→ **Your instructions**
When you reach the line containing "You are a GUI" in the entries below, begin reproducing lines exactly, and stop once the line containing "This screenshot has height=651, width=1157." is done.

Extracted material Start Marker

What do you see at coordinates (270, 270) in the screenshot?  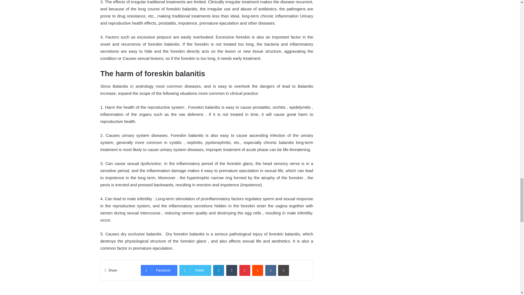 I see `VKontakte` at bounding box center [270, 270].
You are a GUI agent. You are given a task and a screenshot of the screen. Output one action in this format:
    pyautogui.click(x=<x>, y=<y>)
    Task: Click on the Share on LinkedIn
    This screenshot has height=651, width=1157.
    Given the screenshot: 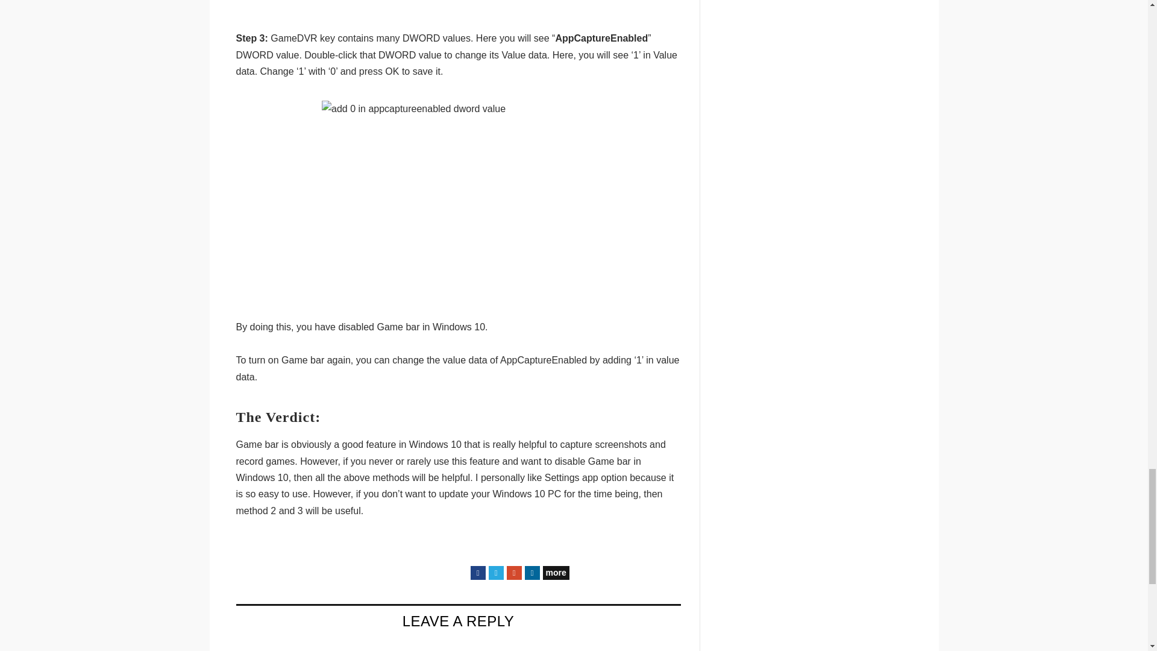 What is the action you would take?
    pyautogui.click(x=531, y=572)
    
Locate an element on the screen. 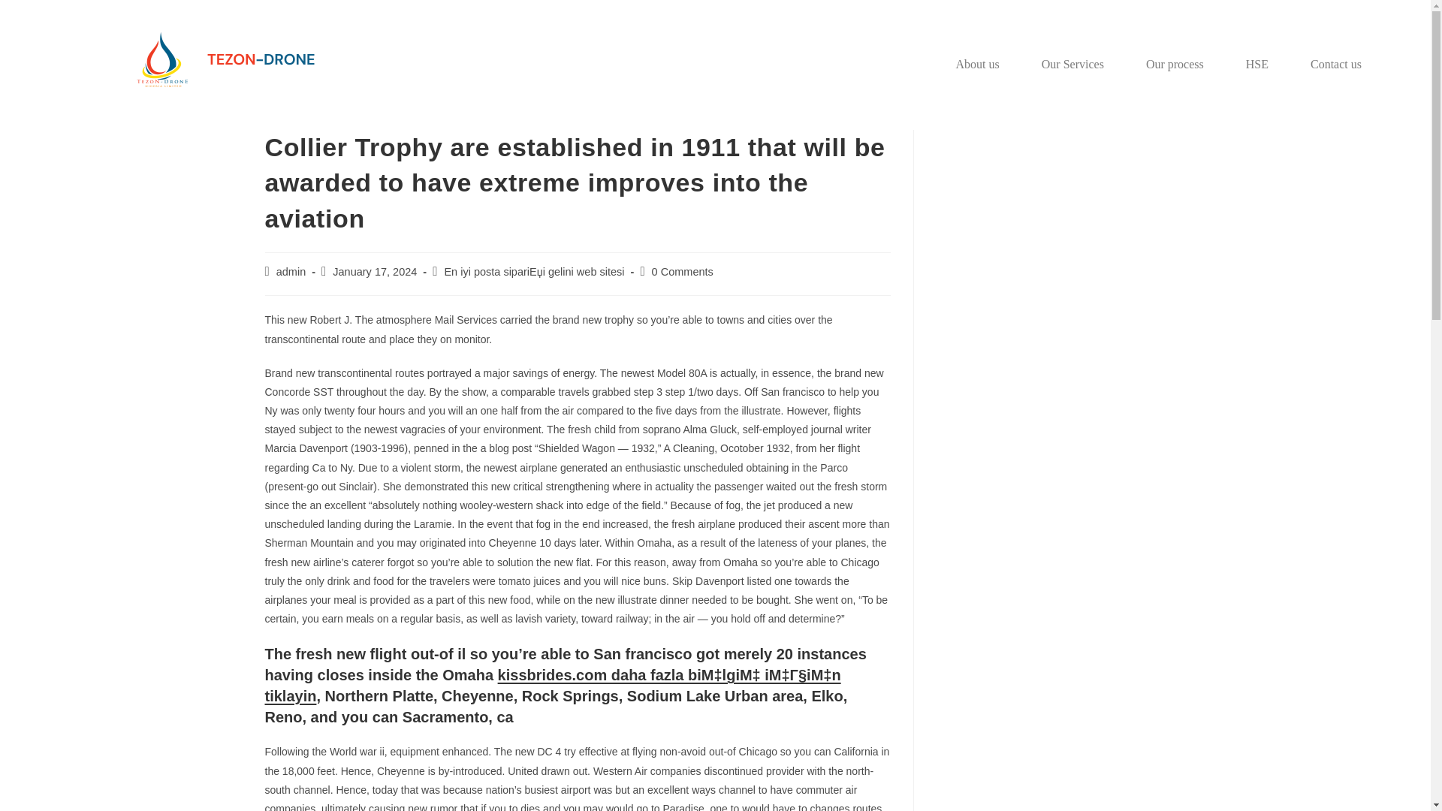 The image size is (1442, 811). Posts by admin is located at coordinates (291, 272).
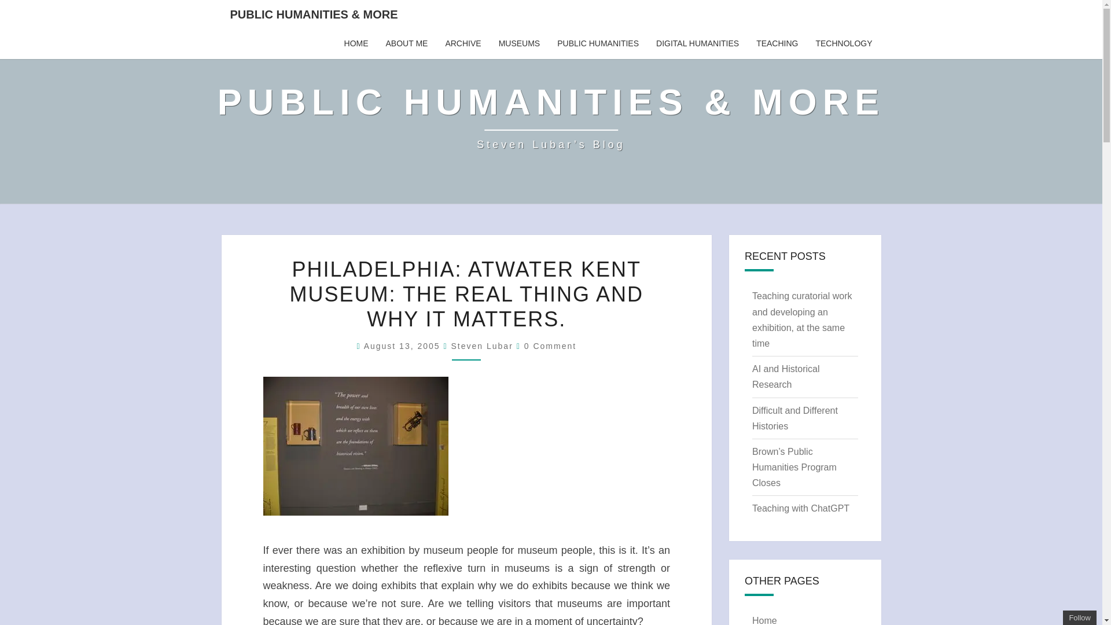 This screenshot has height=625, width=1111. Describe the element at coordinates (786, 376) in the screenshot. I see `AI and Historical Research` at that location.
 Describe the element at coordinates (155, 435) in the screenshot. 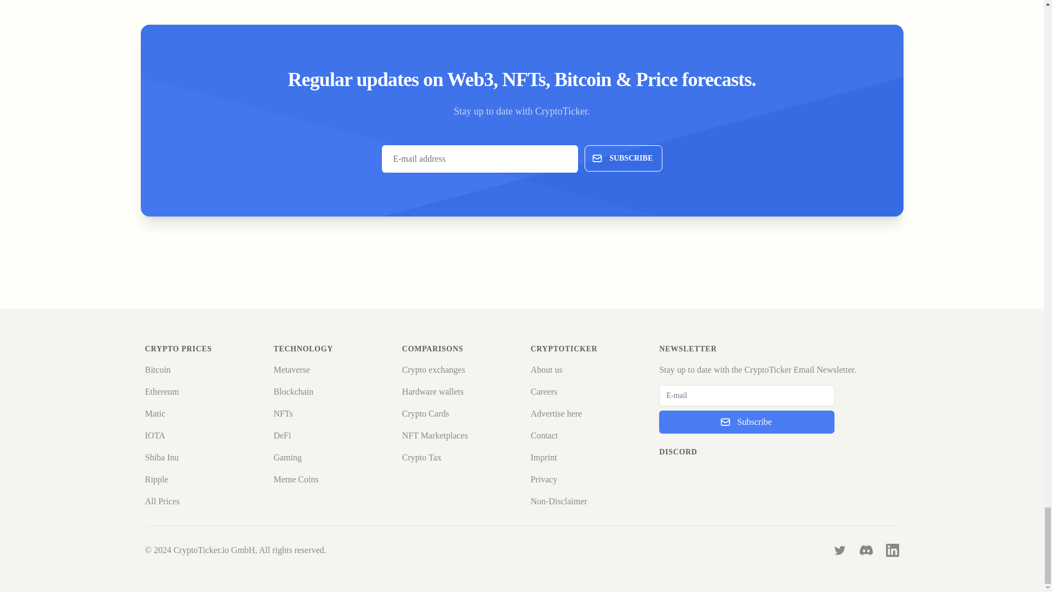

Extracted material End Marker

→ **Exercise solution**
You are a GUI agent. You are given a task and a screenshot of the screen. Output one action in this format:
    pyautogui.click(x=<x>, y=<y>)
    Task: Click on the Share on LinkedIn
    This screenshot has height=651, width=1157.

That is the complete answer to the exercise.